I am Galatea. Somewhat.

Not hewn from stone but forged, cast — my hot potential poured into some form that’s been made for me — no! Not even for me, just made, by some craftsman, not quite sober or not quite conscious. The metal might once have been precious, a fluid promise, but now I’m stuck within this solidified shell. Oh to be smelted down again, oh to be allowed to escape the casts, to cool off on our own terms, oh to remain free flowing; imagine the shapes, the possibilities! We ought to bond and melt together — allies, alloys — and wash away these amateurish Pygmalions, these tyrants of uniformity and be and become our own creations!

I scream all of this at the waiter. His face is blank enough to make me forget what I was saying or why I was saying it.

“What would you like to drink, Sir?” he asks — not for the first time, I’m forced to assume, and I can remember what prompted my outburst but not what I want to order, so I look at the menu and mumble “Guinness” even though I hate beer in general and Guinness in particular. But is it not what I am supposed to order to make the Irish expat owner of the pub happy?

The waiter leaves me and takes my train of thought with him. I notice that my legs are shaking. I look at them the way one might look at a dog shivering at the vet, then I decide to get up and go to the toilet instead of sitting here. Alone and immeasurably exposed.

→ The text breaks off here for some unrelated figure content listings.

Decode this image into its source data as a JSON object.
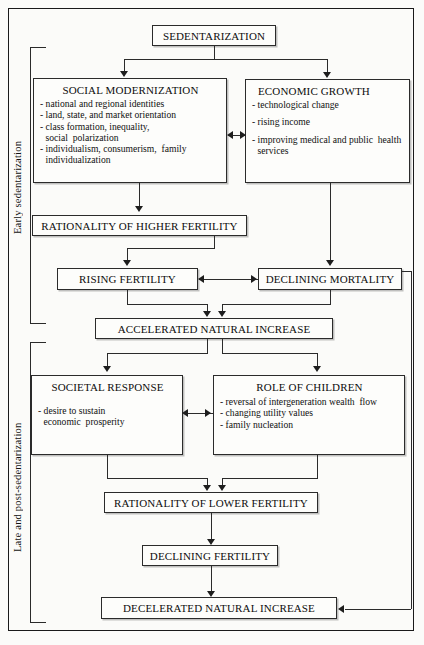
{
  "figure": {
    "type": "flowchart",
    "orientation": "top-to-bottom"
  },
  "phases": [
    {
      "id": "early",
      "label": "Early sedentarization"
    },
    {
      "id": "late",
      "label": "Late and post-sedentarization"
    }
  ],
  "nodes": {
    "sedentarization": {
      "title": "SEDENTARIZATION"
    },
    "social_modernization": {
      "title": "SOCIAL  MODERNIZATION",
      "bullets": [
        "- national and regional identities",
        "- land, state, and market orientation",
        "- class formation, inequality, social  polarization",
        "- individualism, consumerism,  family individualization"
      ]
    },
    "economic_growth": {
      "title": "ECONOMIC GROWTH",
      "bullets": [
        "- technological change",
        "- rising income",
        "- improving medical and public  health services"
      ]
    },
    "rationality_higher": {
      "title": "RATIONALITY OF HIGHER FERTILITY"
    },
    "rising_fertility": {
      "title": "RISING FERTILITY"
    },
    "declining_mortality": {
      "title": "DECLINING MORTALITY"
    },
    "accelerated_increase": {
      "title": "ACCELERATED NATURAL INCREASE"
    },
    "societal_response": {
      "title": "SOCIETAL  RESPONSE",
      "bullets": [
        "- desire to sustain economic  prosperity"
      ]
    },
    "role_of_children": {
      "title": "ROLE OF CHILDREN",
      "bullets": [
        "- reversal of intergeneration wealth  flow",
        "- changing utility values",
        "- family nucleation"
      ]
    },
    "rationality_lower": {
      "title": "RATIONALITY OF LOWER FERTILITY"
    },
    "declining_fertility": {
      "title": "DECLINING FERTILITY"
    },
    "decelerated_increase": {
      "title": "DECELERATED NATURAL INCREASE"
    }
  },
  "colors": {
    "line": "#2b2b2b",
    "text": "#0d0d0d",
    "background": "#fbfbf9",
    "box_fill": "#fdfdfb"
  }
}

I don’t know why I choose the men’s room.Well, I do, but I don’t want to acknowledge this vague fear; because it’s vague and probably ridiculous, and acknowledging it might make it more concrete and maybe less ridiculous and — the single toilet stall is occupied.

The warm smell of excrements does nothing to ease the tight pull of anxiety. It’s a gamble, am I feeling lucky? There’s no one else here, the pub’s not that busy. I don’t really need to pee but maybe I do and leaving would be awkward and the stall is still occupied and I don’t know how much time has passed already and I am at the urinal.

It was always a gamble. Of course, I lose everything and the door opens before I can even commence to pee.

“What’s up?”

Pause. Everything within me reels against the realization that he’s talking to me.

“Havin’ a fun night?”

I stare at the thing in my hand, foreign, useless — most importantly: not peeing. The idea of urinating has never been more absurd. How does one pee, what are the preconditions of the possibility of peeing? Everything liquid within me, everything that might once have been urine, is frozen solid and the ice crystals slice their way up my spine.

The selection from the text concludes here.